My night journey home would start to come to an end in the Altab Ali Park, on Adler Street. A patch of tiny, rough scrubland, one of London’s tougher little parks. From there, I could see my flat, could feel the allure of my bed.
I have done many laps of this park over the years. I remember one night, stricken with a bout of insomnia, I had gotten out of bed, unable to bear another hour or tossing and turning, of sweating with rage into my pillow. I had stepped out into a warm night, in just a t-shirt.
There was a wan, sick little street light blinking in the park. The odd car cruised mysteriously down Whitechapel Road, someone or something in transit through the belly of the night, music blaring and fading in a moment from its windows. And then I saw a homeless man, ragged, stretched like a plank between two large park boulders. Face down, his cheek and shoulders on one rock, his legs from the knees down on the other, his stomach just suspended in the air. The position seemed comically uncomfortable, and yet he was sound asleep, breathing deeply, whistling gently in the dark. I stopped, stared. I just stood there in the semi-darkness, fat pouches puckered like oysters under my red eyes.

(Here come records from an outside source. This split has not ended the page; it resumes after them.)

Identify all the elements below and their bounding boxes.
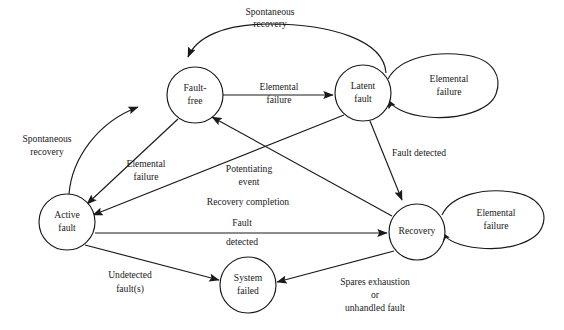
edge-label-potentiating-event-line2: event: [239, 176, 260, 187]
state-diagram-canvas: Spontaneous recovery Elemental failure S…: [0, 0, 564, 330]
edge-path-fault-detected-latent: [370, 121, 402, 200]
edge-label-potentiating-event-line1: Potentiating: [226, 163, 273, 174]
edge-label-undetected-faults-line2: fault(s): [116, 283, 144, 295]
self-loop-label-recovery-line2: failure: [483, 220, 508, 231]
self-loop-label-latent-fault-line2: failure: [436, 86, 461, 97]
node-label-system-failed-line1: System: [234, 272, 263, 283]
edge-label-elemental-failure-left-line1: Elemental: [127, 158, 166, 169]
node-label-system-failed-line2: failed: [237, 285, 259, 296]
node-fault-free[interactable]: Fault- free: [167, 67, 223, 123]
edge-label-fault-detected-active-line2: detected: [226, 236, 258, 247]
node-label-active-fault-line1: Active: [54, 209, 80, 220]
node-label-fault-free-line2: free: [188, 95, 203, 106]
edge-active-to-systemfailed-undetected: Undetected fault(s): [85, 245, 219, 295]
edge-label-elemental-failure-top-line2: failure: [266, 94, 291, 105]
state-diagram-svg: Spontaneous recovery Elemental failure S…: [0, 0, 564, 330]
edge-latent-to-recovery-detected: Fault detected: [370, 121, 446, 200]
edge-label-recovery-completion: Recovery completion: [207, 196, 290, 207]
edge-label-spares-exhaustion-line1: Spares exhaustion: [340, 276, 410, 287]
self-loop-latent-fault: Elemental failure: [387, 54, 498, 118]
edge-label-elemental-failure-left-line2: failure: [133, 171, 158, 182]
edge-path-undetected-faults: [85, 245, 219, 280]
edge-label-fault-detected-active-line1: Fault: [232, 217, 252, 228]
edge-label-undetected-faults-line1: Undetected: [108, 269, 152, 280]
node-latent-fault[interactable]: Latent fault: [335, 65, 391, 121]
edge-active-to-recovery-detected: Fault detected: [95, 217, 387, 247]
edge-label-fault-detected-latent: Fault detected: [392, 147, 446, 158]
edge-active-to-faultfree-spontaneous: Spontaneous recovery: [22, 107, 138, 194]
node-label-latent-fault-line2: fault: [354, 93, 372, 104]
edge-label-spares-exhaustion-line2: or: [371, 289, 380, 300]
edge-label-spontaneous-recovery-latent-line2: recovery: [253, 18, 287, 29]
self-loop-label-recovery-line1: Elemental: [477, 207, 516, 218]
node-label-active-fault-line2: fault: [58, 222, 76, 233]
node-system-failed[interactable]: System failed: [220, 257, 276, 313]
self-loop-recovery: Elemental failure: [441, 191, 544, 249]
edge-recovery-to-systemfailed-spares: Spares exhaustion or unhandled fault: [277, 251, 410, 313]
node-recovery[interactable]: Recovery: [389, 204, 445, 260]
edge-faultfree-to-active-elemental: Elemental failure: [87, 119, 178, 204]
edge-latent-to-faultfree-spontaneous: Spontaneous recovery: [188, 6, 386, 73]
edge-label-spontaneous-recovery-latent-line1: Spontaneous: [245, 6, 294, 17]
node-active-fault[interactable]: Active fault: [39, 194, 95, 250]
node-label-recovery-line1: Recovery: [399, 225, 436, 236]
node-label-fault-free-line1: Fault-: [184, 82, 207, 93]
edge-faultfree-to-latent-elemental: Elemental failure: [223, 81, 333, 105]
edge-label-elemental-failure-top-line1: Elemental: [260, 81, 299, 92]
edge-path-spontaneous-recovery-active: [69, 107, 138, 194]
edge-label-spares-exhaustion-line3: unhandled fault: [345, 302, 405, 313]
self-loop-label-latent-fault-line1: Elemental: [430, 73, 469, 84]
edge-label-spontaneous-recovery-active-line1: Spontaneous: [22, 133, 71, 144]
edge-label-spontaneous-recovery-active-line2: recovery: [30, 146, 64, 157]
node-label-latent-fault-line1: Latent: [351, 80, 376, 91]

I could have cried. I couldn’t sleep even when armed with pillows, blankets and duvets, ear-plugs and meditative music, all the accoutrement of comfort and slumber. And yet here he was, one of the forsaken of the earth, without even a bed to his name, sleeping on the rocks as sweetly as a baby. Inner peace? The stupefaction of large quantities of cheap alcohol? I don’t know. But I would have traded places with him, just for one night. Then I moved on, wishing the path was longer, that there was more walking to do, more journey. But it was almost over.
And a final memory. Walking home at 2am from a friend’s 30th birthday. I lived in Borough at that time. Half way over London Bridge I stopped, went to the side of the bridge, the Thames twisting like black rope underneath me, frightening and alluring. I could hear it whispering. Although happy, I could almost imagine how people make that jump. There is an alluring eternity about the Thames, its strong, guttural sound, the constant, heedless motion, the conduit to another world, like time itself. Turner died looking at this river. After a lifetime painting it. Here, in London. And long vanished civilisations used to throw the bodies of their dead into this river, to be carried away.
Suddenly I realised that at last, I was completely alone. Not even a tramp on the bridge. It was bizarre. Post-apocalyptic. But gentle at the same time. I gripped the concrete softly with my hands. I felt like I had arrived from a different era, or a different planet, blundered into a great civilisation that had been snuffed out in an instant, removed from the scene by some catastrophe that had left the buildings and the infrastructure as beautiful as ever, but robbed all the people away. How can a human stand on a great bridge right in the middle of a great city in the 21st century, the century of noise and overcrowding and mania, of constant contact and observation, and not see another human being? It felt freakish. Like the city was just mine for a moment, no one else’s, and it was showing me a picture of itself that no one else would ever see. I breathed deeply. I might never again in my life be totally alone in London. A moment alone like this could be remembered forever. That is the magic of the night.